Tuesday, January 23, 2007

Dowdy thoughts on grads

Top objectives for the past month: reconnect with the graduates after the holiday season, build some momentum among them while the students are away at the project, think ahead and do some initial planning about our philosophy for this ministry.

Highlights: I was encouraged about their desire to connect with one another and the plans they made over the break to be together. We had some clear thoughts about the LPV, which gives me hope that those thoughts will flow out into the grad ministry. Reconnecting with Michael Hart (pictured in green shirt, he was on staff here in 2002 and has been attending Covenant Theological Seminary).

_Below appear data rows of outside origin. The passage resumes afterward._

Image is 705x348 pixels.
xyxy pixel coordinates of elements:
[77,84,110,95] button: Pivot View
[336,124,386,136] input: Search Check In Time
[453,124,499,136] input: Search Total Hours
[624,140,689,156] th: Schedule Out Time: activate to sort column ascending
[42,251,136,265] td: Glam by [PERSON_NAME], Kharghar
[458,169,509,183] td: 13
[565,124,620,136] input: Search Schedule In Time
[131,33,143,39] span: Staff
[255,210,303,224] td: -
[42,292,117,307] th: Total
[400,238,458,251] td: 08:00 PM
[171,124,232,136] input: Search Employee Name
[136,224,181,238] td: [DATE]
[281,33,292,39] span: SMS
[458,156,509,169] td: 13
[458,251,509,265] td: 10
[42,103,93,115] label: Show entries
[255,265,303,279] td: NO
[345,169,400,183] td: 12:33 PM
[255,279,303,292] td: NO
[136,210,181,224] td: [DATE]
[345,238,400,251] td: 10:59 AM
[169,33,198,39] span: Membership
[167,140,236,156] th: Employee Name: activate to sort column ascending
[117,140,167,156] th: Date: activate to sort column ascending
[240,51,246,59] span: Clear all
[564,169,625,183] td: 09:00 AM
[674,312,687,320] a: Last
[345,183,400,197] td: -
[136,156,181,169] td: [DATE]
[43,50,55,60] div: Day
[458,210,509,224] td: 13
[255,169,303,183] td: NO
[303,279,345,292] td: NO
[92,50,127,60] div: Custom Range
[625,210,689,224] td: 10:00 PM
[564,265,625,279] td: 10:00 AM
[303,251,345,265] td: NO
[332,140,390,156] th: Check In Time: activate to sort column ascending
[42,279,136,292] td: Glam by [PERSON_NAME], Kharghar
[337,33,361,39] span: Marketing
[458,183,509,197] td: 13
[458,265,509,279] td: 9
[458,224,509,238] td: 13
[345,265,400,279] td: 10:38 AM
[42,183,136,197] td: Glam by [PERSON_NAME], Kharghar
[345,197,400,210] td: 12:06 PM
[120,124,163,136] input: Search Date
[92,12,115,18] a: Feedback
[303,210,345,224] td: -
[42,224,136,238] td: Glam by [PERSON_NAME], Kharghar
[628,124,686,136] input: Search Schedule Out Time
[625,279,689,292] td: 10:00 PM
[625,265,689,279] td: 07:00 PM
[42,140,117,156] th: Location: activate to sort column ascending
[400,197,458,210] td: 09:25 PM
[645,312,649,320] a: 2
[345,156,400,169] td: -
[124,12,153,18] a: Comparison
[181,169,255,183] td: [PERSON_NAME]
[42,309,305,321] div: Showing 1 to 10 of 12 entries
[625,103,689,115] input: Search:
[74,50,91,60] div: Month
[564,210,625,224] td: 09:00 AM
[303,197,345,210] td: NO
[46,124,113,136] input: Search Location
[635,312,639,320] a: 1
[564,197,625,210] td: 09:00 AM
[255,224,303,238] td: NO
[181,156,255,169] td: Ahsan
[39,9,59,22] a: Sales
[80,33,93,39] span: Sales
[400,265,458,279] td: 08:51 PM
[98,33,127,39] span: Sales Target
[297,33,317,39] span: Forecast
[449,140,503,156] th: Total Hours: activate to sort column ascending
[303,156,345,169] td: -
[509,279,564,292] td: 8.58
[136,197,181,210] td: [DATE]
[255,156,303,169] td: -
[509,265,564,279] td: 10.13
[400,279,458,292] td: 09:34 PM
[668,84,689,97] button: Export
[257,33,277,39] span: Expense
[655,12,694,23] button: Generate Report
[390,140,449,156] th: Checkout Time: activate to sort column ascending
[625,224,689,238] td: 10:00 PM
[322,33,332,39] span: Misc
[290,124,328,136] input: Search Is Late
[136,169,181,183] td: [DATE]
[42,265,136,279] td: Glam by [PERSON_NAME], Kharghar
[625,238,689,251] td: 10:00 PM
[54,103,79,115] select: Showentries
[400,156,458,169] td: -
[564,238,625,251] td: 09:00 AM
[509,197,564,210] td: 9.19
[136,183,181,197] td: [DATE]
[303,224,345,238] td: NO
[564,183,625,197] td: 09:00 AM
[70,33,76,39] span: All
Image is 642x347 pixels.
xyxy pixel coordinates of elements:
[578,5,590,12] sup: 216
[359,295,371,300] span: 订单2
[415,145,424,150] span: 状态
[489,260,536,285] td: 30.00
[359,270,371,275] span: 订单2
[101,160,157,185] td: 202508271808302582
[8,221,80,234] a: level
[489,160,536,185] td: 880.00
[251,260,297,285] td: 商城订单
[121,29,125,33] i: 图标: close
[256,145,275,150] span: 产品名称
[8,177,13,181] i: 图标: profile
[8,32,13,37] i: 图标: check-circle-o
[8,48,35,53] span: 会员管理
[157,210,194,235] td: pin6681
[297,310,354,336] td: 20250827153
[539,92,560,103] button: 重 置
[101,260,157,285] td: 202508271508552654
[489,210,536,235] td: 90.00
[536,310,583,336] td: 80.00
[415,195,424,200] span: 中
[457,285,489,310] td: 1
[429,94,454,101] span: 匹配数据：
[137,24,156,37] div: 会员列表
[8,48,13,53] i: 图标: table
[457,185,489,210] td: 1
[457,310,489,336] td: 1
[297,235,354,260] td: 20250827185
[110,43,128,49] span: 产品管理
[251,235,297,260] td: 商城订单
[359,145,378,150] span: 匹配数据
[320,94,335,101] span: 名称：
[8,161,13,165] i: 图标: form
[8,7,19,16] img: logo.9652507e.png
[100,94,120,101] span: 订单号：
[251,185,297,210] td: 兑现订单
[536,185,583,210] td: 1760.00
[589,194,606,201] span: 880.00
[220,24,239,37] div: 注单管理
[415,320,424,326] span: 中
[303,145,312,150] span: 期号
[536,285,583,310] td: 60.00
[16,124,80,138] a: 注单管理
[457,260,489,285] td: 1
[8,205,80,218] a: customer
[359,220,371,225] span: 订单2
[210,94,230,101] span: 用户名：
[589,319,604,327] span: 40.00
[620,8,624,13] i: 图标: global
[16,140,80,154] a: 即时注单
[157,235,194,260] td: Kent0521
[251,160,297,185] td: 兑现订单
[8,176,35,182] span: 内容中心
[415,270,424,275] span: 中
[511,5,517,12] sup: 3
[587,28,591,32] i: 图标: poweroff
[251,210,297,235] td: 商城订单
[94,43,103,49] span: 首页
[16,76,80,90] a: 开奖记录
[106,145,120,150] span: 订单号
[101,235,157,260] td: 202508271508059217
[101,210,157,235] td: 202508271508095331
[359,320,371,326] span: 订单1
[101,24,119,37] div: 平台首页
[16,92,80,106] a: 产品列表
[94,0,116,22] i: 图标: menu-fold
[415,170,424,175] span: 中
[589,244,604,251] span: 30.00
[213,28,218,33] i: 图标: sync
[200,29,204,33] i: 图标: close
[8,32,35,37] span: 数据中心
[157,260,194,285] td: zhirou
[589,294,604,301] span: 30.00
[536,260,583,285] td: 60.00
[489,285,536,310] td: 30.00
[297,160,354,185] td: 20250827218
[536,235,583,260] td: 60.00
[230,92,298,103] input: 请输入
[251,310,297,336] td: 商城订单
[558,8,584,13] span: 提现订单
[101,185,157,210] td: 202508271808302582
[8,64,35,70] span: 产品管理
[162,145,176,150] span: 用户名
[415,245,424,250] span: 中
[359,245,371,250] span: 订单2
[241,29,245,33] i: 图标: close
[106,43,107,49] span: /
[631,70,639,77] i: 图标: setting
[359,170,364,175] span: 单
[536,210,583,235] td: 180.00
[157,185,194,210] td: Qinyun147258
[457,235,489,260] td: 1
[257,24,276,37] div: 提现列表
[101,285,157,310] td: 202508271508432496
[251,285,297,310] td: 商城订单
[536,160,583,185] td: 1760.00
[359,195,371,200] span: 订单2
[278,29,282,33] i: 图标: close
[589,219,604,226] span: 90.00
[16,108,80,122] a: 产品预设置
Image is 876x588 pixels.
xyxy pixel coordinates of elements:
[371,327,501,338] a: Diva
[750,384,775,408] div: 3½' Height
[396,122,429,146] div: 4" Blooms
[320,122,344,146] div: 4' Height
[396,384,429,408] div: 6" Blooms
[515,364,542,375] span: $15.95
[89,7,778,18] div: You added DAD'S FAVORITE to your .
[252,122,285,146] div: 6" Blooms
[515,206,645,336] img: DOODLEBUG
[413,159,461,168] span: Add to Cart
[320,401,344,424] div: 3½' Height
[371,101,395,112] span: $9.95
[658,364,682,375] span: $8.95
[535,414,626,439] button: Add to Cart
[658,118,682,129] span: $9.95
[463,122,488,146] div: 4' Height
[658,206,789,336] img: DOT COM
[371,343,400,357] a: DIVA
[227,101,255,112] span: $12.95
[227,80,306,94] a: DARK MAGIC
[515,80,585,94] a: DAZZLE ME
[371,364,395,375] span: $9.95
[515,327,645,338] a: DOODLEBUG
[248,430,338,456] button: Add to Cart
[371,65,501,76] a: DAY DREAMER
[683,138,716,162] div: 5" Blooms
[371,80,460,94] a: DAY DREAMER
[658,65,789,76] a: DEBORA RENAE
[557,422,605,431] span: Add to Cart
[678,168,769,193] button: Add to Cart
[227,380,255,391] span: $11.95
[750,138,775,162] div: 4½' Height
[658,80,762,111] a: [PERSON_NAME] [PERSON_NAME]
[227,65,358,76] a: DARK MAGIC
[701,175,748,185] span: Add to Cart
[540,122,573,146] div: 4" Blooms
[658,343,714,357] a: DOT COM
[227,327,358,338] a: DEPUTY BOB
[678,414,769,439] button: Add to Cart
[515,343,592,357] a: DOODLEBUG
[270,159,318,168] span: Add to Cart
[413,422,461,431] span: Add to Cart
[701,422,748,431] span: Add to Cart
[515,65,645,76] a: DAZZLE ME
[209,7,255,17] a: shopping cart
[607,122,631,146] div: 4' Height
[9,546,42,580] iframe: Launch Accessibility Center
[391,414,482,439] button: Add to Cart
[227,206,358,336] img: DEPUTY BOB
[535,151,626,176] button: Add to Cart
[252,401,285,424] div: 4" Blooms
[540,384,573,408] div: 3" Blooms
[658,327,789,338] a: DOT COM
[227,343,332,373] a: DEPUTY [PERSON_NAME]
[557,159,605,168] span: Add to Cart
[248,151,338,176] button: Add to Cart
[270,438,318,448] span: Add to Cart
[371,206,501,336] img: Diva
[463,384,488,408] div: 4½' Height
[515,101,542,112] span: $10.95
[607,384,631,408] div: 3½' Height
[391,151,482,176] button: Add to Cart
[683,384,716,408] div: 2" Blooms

Lowlights: I felt like some of the graduates attended the project out of a lack of vision and I felt like some of their participation in the project revealed just how behind we are in receiving them and helping them grow in this phase.

Things learned/observed:
So far it seems like the natural tendency of the grads is to think more for their fellowship/social needs and not their more holistic needs nor the needs of others. They also tend to try and re-create what they've experienced in the past in the ministry. Their experience so far has defined what is "good" and they continue to look for that.

Top objectives for the next month: We need to think more about our general ministry philosophy for the graduates, align the ministry with the church's cycle for the year, and receive well those coming from the project, connecting with what God has been doing in them on the project.